When I read last week that Angela Ahrendts was getting up to $68m as a welco

游客2024-03-12  21

问题     When I read last week that Angela Ahrendts was getting up to $68m as a welcome gift for joining Apple, my mind skipped at once to her husband. This latest addition to her vast stash of money must catapult her spouse Gregg to the very top of the global my-wife-earns-more-than-me league table.
    It is quite an achievement. I have no idea if the two of them like each other, but they have stuck it out for a long time. They met at school and he chucked his job to follow her to the UK when she became head of Burberry; he seems to have spent the last eight years mainly looking after their three children, revamping their home and putting supper on the table for her when she finally staggered in on her five-inch heels. I suspect the real genius of Ms Ahrendts lies less in the way she persuaded people to buy £ 22,000 raincoats with peacock feather trims than in persuading Gregg to marry her—and to stick with her ever since.
    It is no longer particularly rare for women to be the main breadwinner—in the US a quarter of wives now earn more than their husbands—but what is rarer is for such a relationship to work. A book published last week by the journalist Farnoosh Torabi draws together data showing just how hard it is: high-earning women have difficulty finding a husband, and when they do, he is five times as likely to be unfaithful as other husbands. The woman will probably do more than her share of chores; though in the unusual event that he starts ironing and cooking, he is likely to end up feeling so unmanly. Either way, divorce beckons.
    If I think of my many female friends who have out-earned their husbands, a suspiciously large number are divorced. One friend complained that she no longer knew what her husband was for as he neither made much money nor showed any desire to help out at home. Hardly surprisingly, his version of events was different: as she insisted on dominating both at work and at home, he’ d been left un-manned and without a role.
    I know of only two sets of good friends where the woman earns more and where the marriage seems solid. In one there are no children, so the two spend their spare time being nice to each other. In the second, the man is so good at child-rearing and cooking while the woman is so hopeless around the house, so everyone seems happy.
    The majority of colleagues, even very young ones, still seem to be in relationships where the man makes more. One fiercely clever young male colleague says his equally clever feminist girlfriend has told him she could never marry a man who earned less as she didn ’t fancy a life spent propping up his ego. [br] Which of the following is not the problem when the wife earns more than her husband?

选项 A、The man may be more likely to be unfaithful than other husbands.
B、The woman will probably do ore than her share of housework.
C、The man will feel that he is badly in need of manliness.
D、The wife may look down on her husband.

答案 D

解析 细节题。根据题干中的the problem when the wife earns more than herhusband可定位至第三段how hard it is:high—earning women have difficulty finding ahusband,and when they do,he is five times as likely to be unfaithful as other husbands.The woman will probably do more than her share of chores;though in the unusual eventthat he starts ironing and cooking,he is likely to end up feeling so unmanly.由此可知,A、B、C都正确,而D项“女人会看不起比自己收入低的丈夫”,文章中并没有提到这一点。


▶ **Problem description**: Give only the count of lines that contain "Respuesta" in the material.

##### Records for this exercise #####

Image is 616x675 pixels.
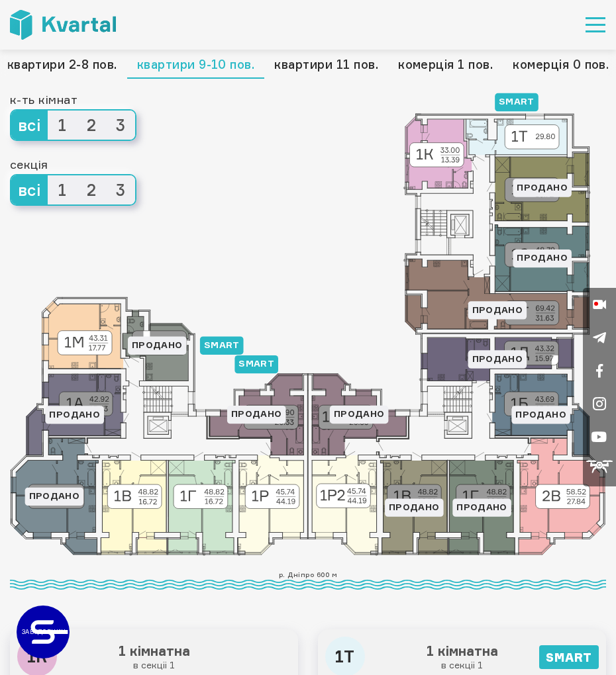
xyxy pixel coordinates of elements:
h3: 1 кімнатна [21,640,288,674]
span: 3 [106,175,135,204]
small: в секціі 1 [24,659,284,671]
span: всі [12,111,48,140]
div: SMART [538,645,598,669]
h3: 1 кімнатна [328,640,595,674]
a: комерція 1 пов. [388,51,503,78]
span: 3 [106,111,135,140]
text: ЗАБУДОВНИК [32,629,54,636]
a: ЗАБУДОВНИК [17,606,69,658]
a: квартири 11 пов. [264,51,388,78]
img: Kvartal [10,10,116,40]
div: р. Дніпро 600 м [10,569,606,590]
span: 2 [77,111,106,140]
span: 1 [48,175,77,204]
span: 1 [48,111,77,140]
div: к-ть кімнат [10,89,137,109]
button: Toggle navigation [584,13,606,37]
a: квартири 9-10 пов. [127,51,265,78]
span: 2 [77,175,106,204]
small: в секціі 1 [332,659,592,671]
span: всі [12,175,48,204]
div: секція [10,154,137,174]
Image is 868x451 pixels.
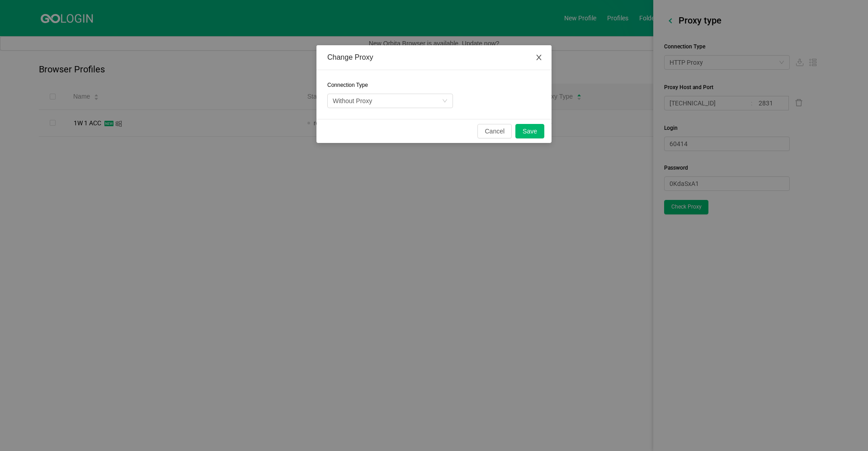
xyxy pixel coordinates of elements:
[516,124,544,138] button: Save
[527,46,551,70] button: Close
[442,98,448,104] i: icon: down
[327,81,541,89] span: Connection Type
[477,124,512,138] button: Cancel
[327,53,541,63] div: Change Proxy
[535,54,543,61] i: icon: close
[333,94,372,107] div: Without Proxy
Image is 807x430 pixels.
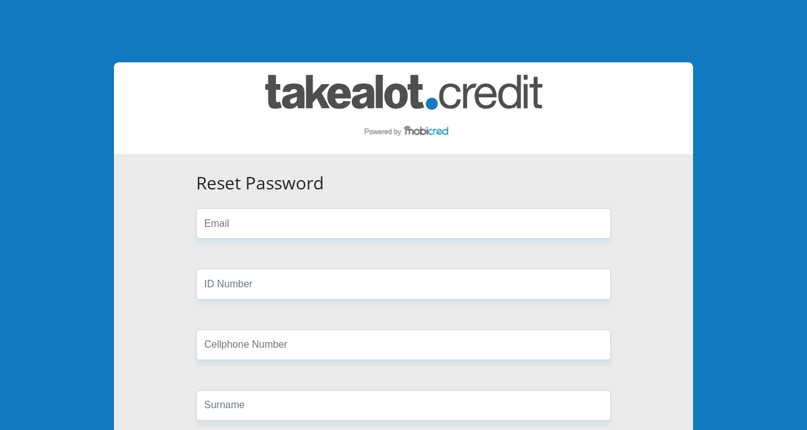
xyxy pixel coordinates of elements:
[196,390,611,421] input: Surname
[196,173,611,194] h3: Reset Password
[196,269,611,299] input: ID Number
[265,75,543,141] img: takealot_credit logo
[196,208,611,239] input: Email
[196,330,611,360] input: Cellphone Number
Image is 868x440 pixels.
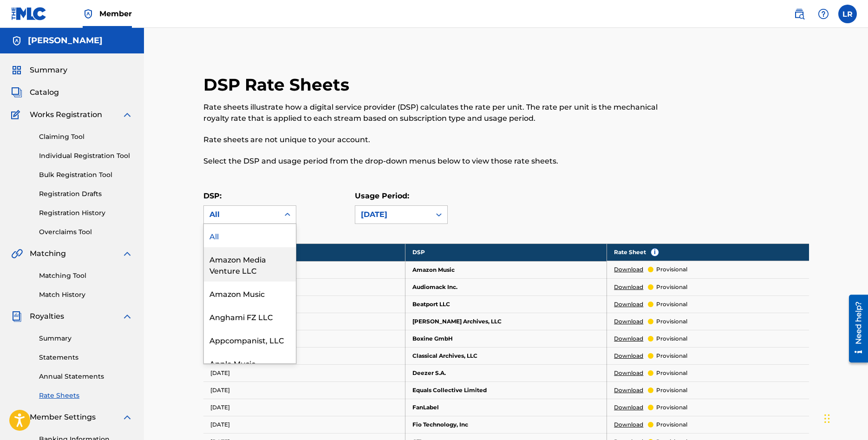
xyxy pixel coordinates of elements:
[405,243,607,261] th: DSP
[607,243,809,261] th: Rate Sheet
[405,261,607,278] td: Amazon Music
[122,311,133,322] img: expand
[122,109,133,120] img: expand
[652,249,659,256] span: i
[656,368,687,377] p: provisional
[83,8,94,20] img: Top Rightsholder
[790,5,809,24] a: Public Search
[822,395,868,440] iframe: Chat Widget
[405,399,607,416] td: FanLabel
[122,412,133,423] img: expand
[11,35,22,46] img: Accounts
[656,403,687,412] p: provisional
[203,102,670,124] p: Rate sheets illustrate how a digital service provider (DSP) calculates the rate per unit. The rat...
[203,191,221,200] label: DSP:
[614,334,643,342] a: Download
[210,209,273,220] div: All
[30,109,103,120] span: Works Registration
[656,420,687,429] p: provisional
[614,386,643,394] a: Download
[203,155,670,167] p: Select the DSP and usage period from the drop-down menus below to view those rate sheets.
[204,351,296,374] div: Apple Music
[614,403,643,412] a: Download
[203,347,406,364] td: [DATE]
[203,399,406,416] td: [DATE]
[203,261,406,278] td: [DATE]
[405,329,607,347] td: Boxine GmbH
[656,283,687,291] p: provisional
[28,35,103,46] h5: Luke
[203,416,406,433] td: [DATE]
[842,290,868,367] iframe: Resource Center
[355,191,409,200] label: Usage Period:
[30,311,64,322] span: Royalties
[11,412,22,423] img: Member Settings
[656,351,687,360] p: provisional
[11,87,59,98] a: CatalogCatalog
[39,372,133,381] a: Annual Statements
[11,248,23,259] img: Matching
[39,189,133,198] a: Registration Drafts
[825,404,831,433] div: Drag
[656,317,687,325] p: provisional
[818,8,829,20] img: help
[203,329,406,347] td: [DATE]
[614,265,643,273] a: Download
[405,347,607,364] td: Classical Archives, LLC
[30,248,66,259] span: Matching
[405,295,607,312] td: Beatport LLC
[99,8,132,19] span: Member
[839,5,857,24] div: User Menu
[656,265,687,273] p: provisional
[405,278,607,295] td: Audiomack Inc.
[656,334,687,342] p: provisional
[11,87,22,98] img: Catalog
[39,208,133,218] a: Registration History
[39,333,133,343] a: Summary
[614,368,643,377] a: Download
[204,328,296,351] div: Appcompanist, LLC
[39,290,133,299] a: Match History
[203,134,670,146] p: Rate sheets are not unique to your account.
[614,420,643,429] a: Download
[405,416,607,433] td: Fio Technology, Inc
[203,295,406,312] td: [DATE]
[614,317,643,325] a: Download
[11,109,24,120] img: Works Registration
[203,243,406,261] th: Usage Period
[656,386,687,394] p: provisional
[203,74,354,95] h2: DSP Rate Sheets
[122,248,133,259] img: expand
[39,271,133,281] a: Matching Tool
[39,227,133,237] a: Overclaims Tool
[203,278,406,295] td: [DATE]
[405,364,607,381] td: Deezer S.A.
[361,209,425,220] div: [DATE]
[30,412,96,423] span: Member Settings
[39,352,133,362] a: Statements
[11,311,22,322] img: Royalties
[11,7,47,20] img: MLC Logo
[11,64,22,76] img: Summary
[204,281,296,305] div: Amazon Music
[39,170,133,180] a: Bulk Registration Tool
[39,390,133,400] a: Rate Sheets
[656,300,687,308] p: provisional
[39,132,133,142] a: Claiming Tool
[203,312,406,329] td: [DATE]
[203,381,406,399] td: [DATE]
[405,381,607,399] td: Equals Collective Limited
[794,8,805,20] img: search
[204,224,296,247] div: All
[814,5,833,24] div: Help
[204,247,296,281] div: Amazon Media Venture LLC
[11,64,68,76] a: SummarySummary
[30,87,59,98] span: Catalog
[203,364,406,381] td: [DATE]
[405,312,607,329] td: [PERSON_NAME] Archives, LLC
[39,151,133,161] a: Individual Registration Tool
[614,283,643,291] a: Download
[204,305,296,328] div: Anghami FZ LLC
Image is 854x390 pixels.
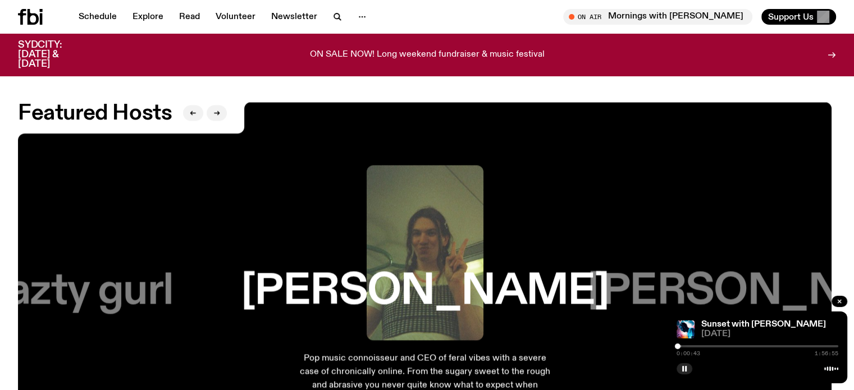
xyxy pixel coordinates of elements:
[768,12,814,22] span: Support Us
[18,103,172,124] h2: Featured Hosts
[18,40,90,69] h3: SYDCITY: [DATE] & [DATE]
[701,320,826,329] a: Sunset with [PERSON_NAME]
[126,9,170,25] a: Explore
[241,270,609,313] h3: [PERSON_NAME]
[265,9,324,25] a: Newsletter
[72,9,124,25] a: Schedule
[563,9,753,25] button: On AirMornings with [PERSON_NAME]
[815,351,839,357] span: 1:56:55
[701,330,839,339] span: [DATE]
[209,9,262,25] a: Volunteer
[677,351,700,357] span: 0:00:43
[172,9,207,25] a: Read
[677,321,695,339] img: Simon Caldwell stands side on, looking downwards. He has headphones on. Behind him is a brightly ...
[310,50,545,60] p: ON SALE NOW! Long weekend fundraiser & music festival
[762,9,836,25] button: Support Us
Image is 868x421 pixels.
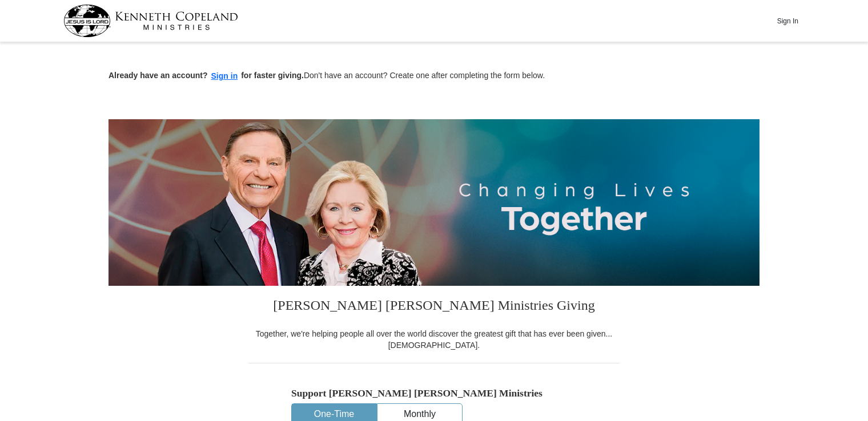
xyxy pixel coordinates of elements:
p: Don't have an account? Create one after completing the form below. [108,70,760,83]
div: Together, we're helping people all over the world discover the greatest gift that has ever been g... [249,328,620,351]
img: kcm-header-logo.svg [64,4,238,37]
strong: Already have an account? for faster giving. [108,71,304,80]
h3: [PERSON_NAME] [PERSON_NAME] Ministries Giving [249,286,620,328]
h5: Support [PERSON_NAME] [PERSON_NAME] Ministries [292,387,577,400]
button: Sign in [208,70,241,83]
button: Sign In [771,12,805,29]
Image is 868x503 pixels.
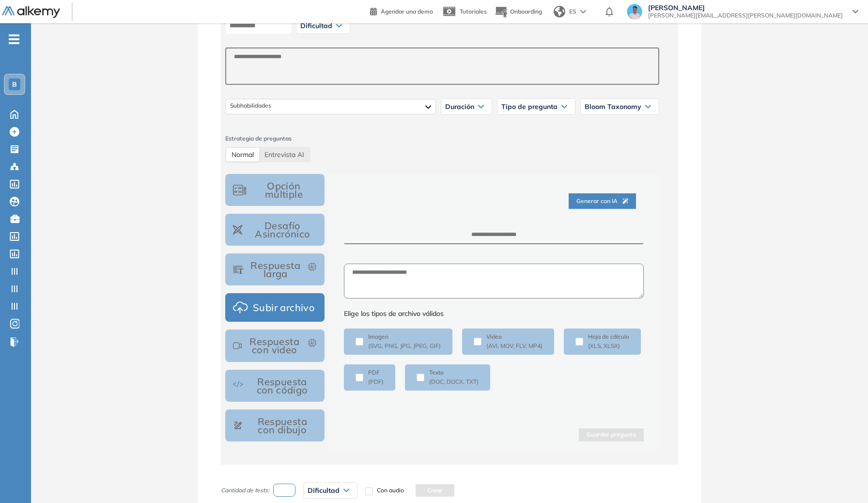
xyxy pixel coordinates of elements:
[226,370,325,402] button: Respuesta con código
[2,6,60,18] img: Logo
[648,4,843,12] span: [PERSON_NAME]
[568,194,636,209] button: Generar con IA
[381,8,433,15] span: Agendar una demo
[487,342,543,351] p: (AVI, MOV, FLV, MP4)
[501,103,558,110] span: Tipo de pregunta
[300,22,332,29] span: Dificultad
[221,486,270,495] span: Cantidad de tests:
[226,174,325,206] button: Opción múltiple
[226,254,325,286] button: Respuesta larga
[415,484,455,497] button: Crear
[226,293,325,322] button: Subir archivo
[226,134,659,143] span: Estrategia de preguntas
[12,80,17,88] span: B
[429,368,478,377] p: Texto
[429,377,478,387] p: (DOC, DOCX, TXT)
[226,409,325,442] button: Respuesta con dibujo
[579,428,644,442] button: Guardar pregunta
[344,308,443,319] p: Elige los tipos de archivo válidos
[226,330,325,362] button: Respuesta con video
[584,103,642,110] span: Bloom Taxonomy
[648,12,843,20] span: [PERSON_NAME][EMAIL_ADDRESS][PERSON_NAME][DOMAIN_NAME]
[693,391,868,503] iframe: Chat Widget
[487,333,543,342] p: Video
[510,8,542,15] span: Onboarding
[232,150,254,159] span: Normal
[569,7,577,16] span: ES
[368,368,383,377] p: PDF
[308,487,339,495] span: Dificultad
[370,5,433,17] a: Agendar una demo
[368,333,441,342] p: Imagen
[226,214,325,246] button: Desafío Asincrónico
[265,150,304,159] span: AI
[588,342,629,351] p: (XLS, XLSX)
[554,6,566,17] img: world
[368,342,441,351] p: (SVG, PNG, JPG, JPEG, GIF)
[377,486,404,495] span: Con audio
[580,10,586,13] img: arrow
[459,8,487,15] span: Tutoriales
[8,38,20,41] i: -
[446,103,474,110] span: Duración
[368,377,383,387] p: (PDF)
[577,197,628,206] span: Generar con IA
[588,333,629,342] p: Hoja de cálculo
[494,1,542,22] button: Onboarding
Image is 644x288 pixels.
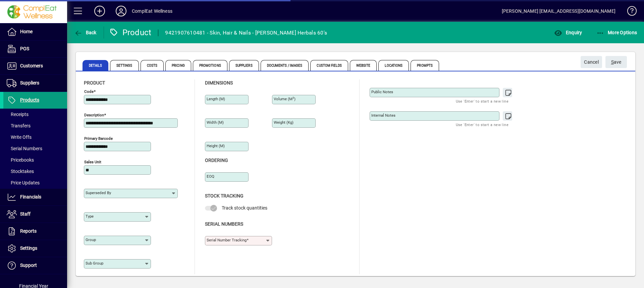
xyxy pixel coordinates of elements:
span: Stock Tracking [205,193,244,199]
span: Settings [110,60,139,71]
mat-hint: Use 'Enter' to start a new line [456,121,509,129]
mat-label: Serial Number tracking [207,238,246,242]
button: More Options [595,26,639,39]
span: Products [20,97,39,103]
a: Suppliers [3,74,67,92]
span: Suppliers [229,60,259,71]
mat-label: Public Notes [371,89,393,94]
a: Price Updates [3,177,67,188]
div: Product [109,27,151,38]
span: Suppliers [20,80,39,86]
a: Serial Numbers [3,143,67,154]
span: Serial Numbers [205,222,243,226]
mat-label: Length (m) [207,97,225,102]
span: Documents / Images [260,60,309,71]
app-page-header-button: Back [67,26,104,39]
mat-label: Width (m) [207,120,223,125]
span: Track stock quantities [222,205,267,210]
a: Write Offs [3,132,67,143]
span: Receipts [7,111,28,117]
a: Pricebooks [3,154,67,166]
span: Dimensions [205,80,233,86]
span: Stocktakes [7,169,34,174]
span: Financials [20,194,41,199]
mat-label: Height (m) [207,143,225,148]
sup: 3 [292,96,294,100]
span: Enquiry [554,30,582,35]
span: Custom Fields [310,60,348,71]
span: Reports [20,228,36,234]
button: Enquiry [552,26,584,39]
a: Staff [3,206,67,223]
mat-label: Weight (Kg) [274,120,294,125]
a: Financials [3,189,67,206]
span: Write Offs [7,134,31,140]
span: Details [83,60,108,71]
mat-label: Superseded by [86,190,111,195]
span: POS [20,46,29,51]
mat-label: Type [86,214,94,218]
button: Cancel [581,56,602,68]
button: Save [605,56,627,68]
a: POS [3,41,67,57]
a: Reports [3,223,67,240]
mat-label: Code [84,89,94,94]
mat-label: Volume (m ) [274,97,296,102]
a: Transfers [3,120,67,132]
a: Home [3,23,67,40]
span: Pricing [166,60,191,71]
mat-label: EOQ [207,174,214,178]
span: Staff [20,211,31,217]
span: Costs [140,60,164,71]
span: Website [350,60,377,71]
button: Back [73,26,99,39]
span: Ordering [205,158,228,163]
mat-hint: Use 'Enter' to start a new line [456,97,509,105]
mat-label: Sub group [86,261,103,265]
span: Price Updates [7,180,39,185]
a: Support [3,257,67,274]
mat-label: Primary barcode [84,136,113,141]
span: Transfers [7,123,31,129]
div: [PERSON_NAME] [EMAIL_ADDRESS][DOMAIN_NAME] [502,6,616,17]
span: Prompts [411,60,439,71]
a: Knowledge Base [622,1,635,23]
a: Customers [3,58,67,74]
span: Home [20,29,33,34]
a: Receipts [3,109,67,120]
span: Pricebooks [7,158,34,162]
span: More Options [597,30,637,35]
div: ComplEat Wellness [132,6,172,17]
a: Settings [3,240,67,257]
span: S [611,59,614,65]
span: Back [74,30,97,35]
button: Profile [110,5,132,17]
mat-label: Sales unit [84,159,102,164]
span: Serial Numbers [7,146,42,151]
span: Support [20,263,37,268]
span: Locations [379,60,409,71]
span: Promotions [193,60,227,71]
mat-label: Description [84,113,104,118]
span: Product [84,80,105,86]
span: Settings [20,246,37,251]
span: ave [611,57,622,68]
button: Add [89,5,110,17]
a: Stocktakes [3,166,67,177]
span: Cancel [584,57,598,68]
span: Customers [20,63,43,68]
mat-label: Group [86,238,96,242]
mat-label: Internal Notes [371,113,395,118]
div: 9421907610481 - Skin, Hair & Nails - [PERSON_NAME] Herbals 60's [165,28,327,38]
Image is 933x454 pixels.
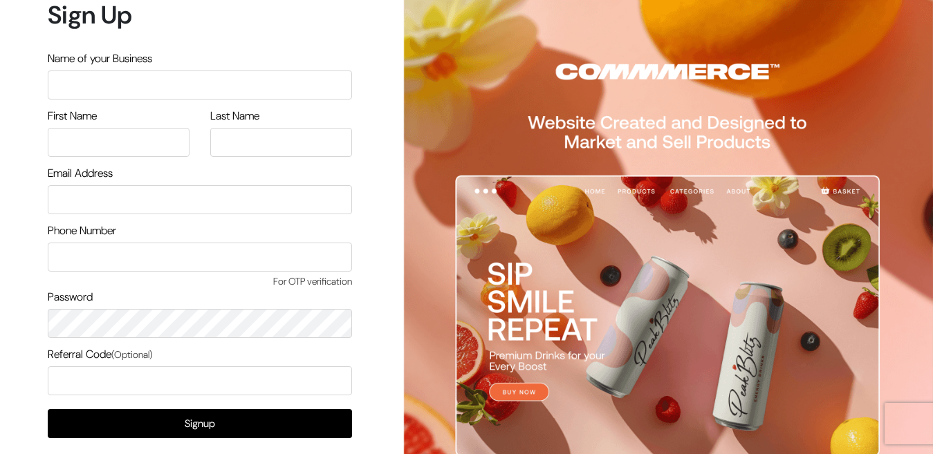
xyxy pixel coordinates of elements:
[48,108,97,124] label: First Name
[48,346,153,363] label: Referral Code
[48,50,152,67] label: Name of your Business
[111,348,153,361] span: (Optional)
[48,223,116,239] label: Phone Number
[48,289,93,306] label: Password
[48,274,352,289] span: For OTP verification
[48,165,113,182] label: Email Address
[48,409,352,438] button: Signup
[210,108,259,124] label: Last Name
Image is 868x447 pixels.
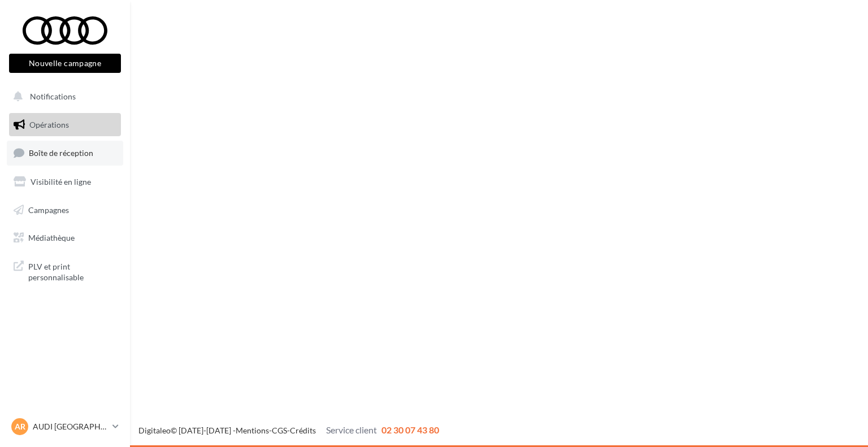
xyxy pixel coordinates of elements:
[7,198,123,222] a: Campagnes
[28,233,74,242] span: Médiathèque
[138,426,439,435] span: © [DATE]-[DATE] - - -
[7,140,123,165] a: Boîte de réception
[7,254,123,287] a: PLV et print personnalisable
[29,148,93,158] span: Boîte de réception
[326,424,377,435] span: Service client
[290,426,316,435] a: Crédits
[30,177,91,186] span: Visibilité en ligne
[138,426,171,435] a: Digitaleo
[33,421,108,432] p: AUDI [GEOGRAPHIC_DATA]
[30,92,76,101] span: Notifications
[9,415,121,437] a: AR AUDI [GEOGRAPHIC_DATA]
[9,54,121,73] button: Nouvelle campagne
[382,424,439,435] span: 02 30 07 43 80
[271,426,287,435] a: CGS
[7,170,123,193] a: Visibilité en ligne
[7,113,123,137] a: Opérations
[28,259,116,283] span: PLV et print personnalisable
[15,421,26,432] span: AR
[28,205,69,214] span: Campagnes
[236,426,269,435] a: Mentions
[29,120,69,129] span: Opérations
[7,226,123,249] a: Médiathèque
[7,85,118,108] button: Notifications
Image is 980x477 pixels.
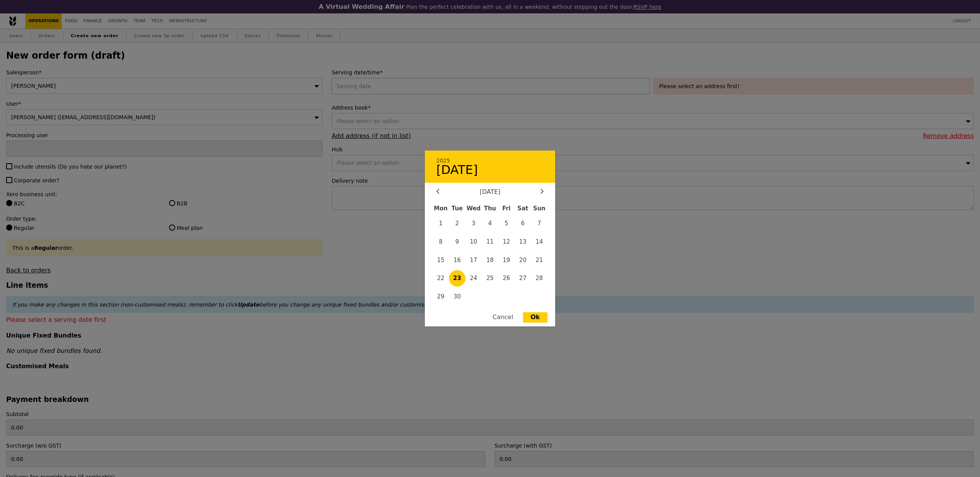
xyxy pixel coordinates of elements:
[523,313,548,323] div: Ok
[484,313,521,323] div: Cancel
[449,289,465,305] span: 30
[436,157,544,164] div: 2025
[531,234,548,250] span: 14
[498,234,515,250] span: 12
[515,202,531,215] div: Sat
[482,234,498,250] span: 11
[432,215,449,232] span: 1
[482,202,498,215] div: Thu
[449,234,465,250] span: 9
[515,270,531,287] span: 27
[515,215,531,232] span: 6
[465,215,482,232] span: 3
[449,215,465,232] span: 2
[432,252,449,268] span: 15
[531,202,548,215] div: Sun
[449,270,465,287] span: 23
[531,252,548,268] span: 21
[465,270,482,287] span: 24
[515,252,531,268] span: 20
[465,202,482,215] div: Wed
[465,234,482,250] span: 10
[432,202,449,215] div: Mon
[432,270,449,287] span: 22
[482,215,498,232] span: 4
[531,270,548,287] span: 28
[498,252,515,268] span: 19
[482,252,498,268] span: 18
[449,202,465,215] div: Tue
[449,252,465,268] span: 16
[436,163,544,176] div: [DATE]
[436,188,544,196] div: [DATE]
[465,252,482,268] span: 17
[531,215,548,232] span: 7
[432,234,449,250] span: 8
[498,202,515,215] div: Fri
[498,215,515,232] span: 5
[482,270,498,287] span: 25
[515,234,531,250] span: 13
[432,289,449,305] span: 29
[498,270,515,287] span: 26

#####

▶ **Task answer**: 4